There is still hope
Love always hopes.
I rehearsed that phrase in my mind as we inched down the Virginia highway, a bursting green corridor that would lead Jonathan and me to our first married home. Our minds raced ahead of the crawling traffic to the pots, pans, and the 1,200 books we were about to unpack. I felt amazed at that moment that the biblical virtue of love, which I sometimes think of in terms of work, should feel so hopeful.
I have only a cloudy recollection of the days leading up to our wedding, with a few salient details emerging from the mist. I fell ill about a week and a half before, and stayed in bed a full six days with a fierce sinus and ear infection. I read Catherine Marshall’s book Julie. I had long planned to read Julie just before my wedding, since my mother had read it in the bathtub the night before hers. At first I grew impatient with the book’s antique, plodding style. But in the name of tradition, and because I couldn’t get out of bed, I stuck to it.
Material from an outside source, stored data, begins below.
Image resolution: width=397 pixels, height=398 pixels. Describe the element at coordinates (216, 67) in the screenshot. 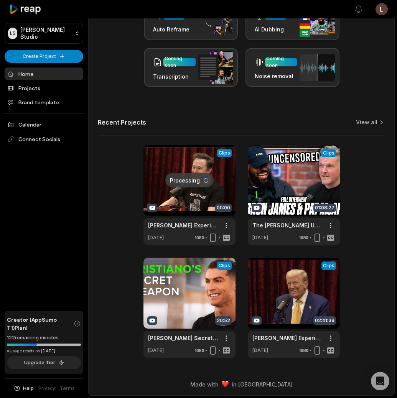

I see `img: transcription.png` at that location.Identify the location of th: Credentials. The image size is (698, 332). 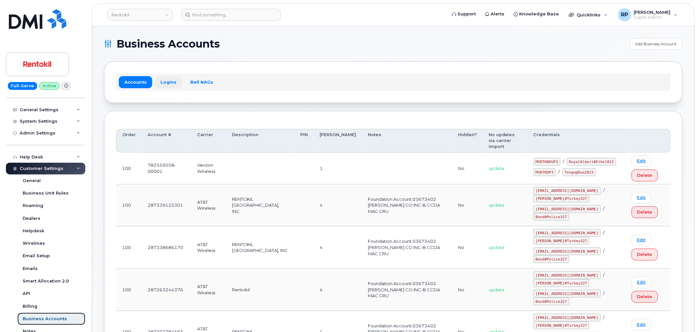
(577, 141).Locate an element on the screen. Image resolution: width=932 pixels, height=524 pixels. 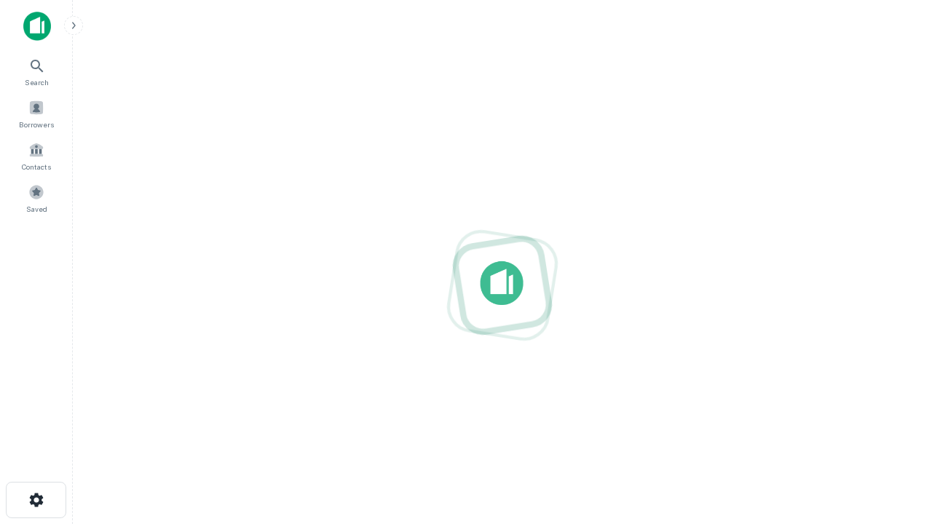
div: Borrowers is located at coordinates (36, 114). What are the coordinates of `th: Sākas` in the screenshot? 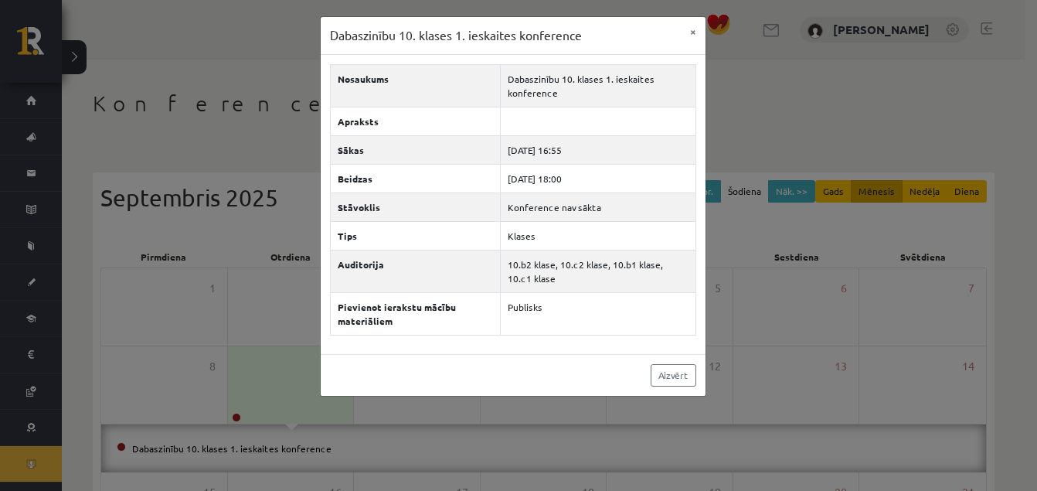 It's located at (415, 149).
I was rewarded with a slam-bang ending I never foresaw and I think I will never forget. A massive flood obliterates the tiny Pennsylvania town of Alderton, where the book takes place. Cows, horses, automobiles, and people, stripped naked, float down the center of the town. After the book’s tame beginning and my long investment in the story, I was astounded and even a little wounded by the carnage the book presented to my imagination.
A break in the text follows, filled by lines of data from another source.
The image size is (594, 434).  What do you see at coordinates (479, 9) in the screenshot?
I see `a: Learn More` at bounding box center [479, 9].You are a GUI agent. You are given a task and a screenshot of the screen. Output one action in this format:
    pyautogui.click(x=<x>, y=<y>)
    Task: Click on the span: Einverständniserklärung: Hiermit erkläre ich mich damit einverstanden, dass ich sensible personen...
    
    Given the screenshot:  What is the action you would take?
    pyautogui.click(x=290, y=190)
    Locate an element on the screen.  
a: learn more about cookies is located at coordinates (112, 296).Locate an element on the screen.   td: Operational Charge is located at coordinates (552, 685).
Jonathan and I were married at a Christian camp beside a Finger Lake in Upstate New York, and in the three days preceding, we packed the cabins with groomsmen, bridesmaids, and musicians. It rained. And rained. And rained. The water fell all through the trees surrounding the camp, and we snuggled inside the warm white cabins eating meatloaf and apple crisp. At first, it was romantic.
Friday morning we began to receive phone calls from wedding attendants who reported flooded roads. While my parents drove through feet of water to get to camp, my matron of honor called to say that her route to the wedding was impassable. The flood had trapped two groomsmen in a nearby town. Another friend’s flight was delayed because it was too windy to land in New York. At that point, in my very busy and still-recovering body and mind, I felt that the horror of Julie was about to unfold before me and ruin everything.
But everything was not ruined. There was still hope. The rain abated. The roads cleared. The people came. It turned out just as they always say: At the end of the day, we were married. The tulle was hung, the dress was donned, the vows read, the tears shed, the songs sung, the firecrackers discharged, and the food served. And we were married.
We are home now. We have no groceries yet, but we have two writing desks that overlook horse pastures. And five aprons. And three pillows. And 1,200 books. What’s not to hope for?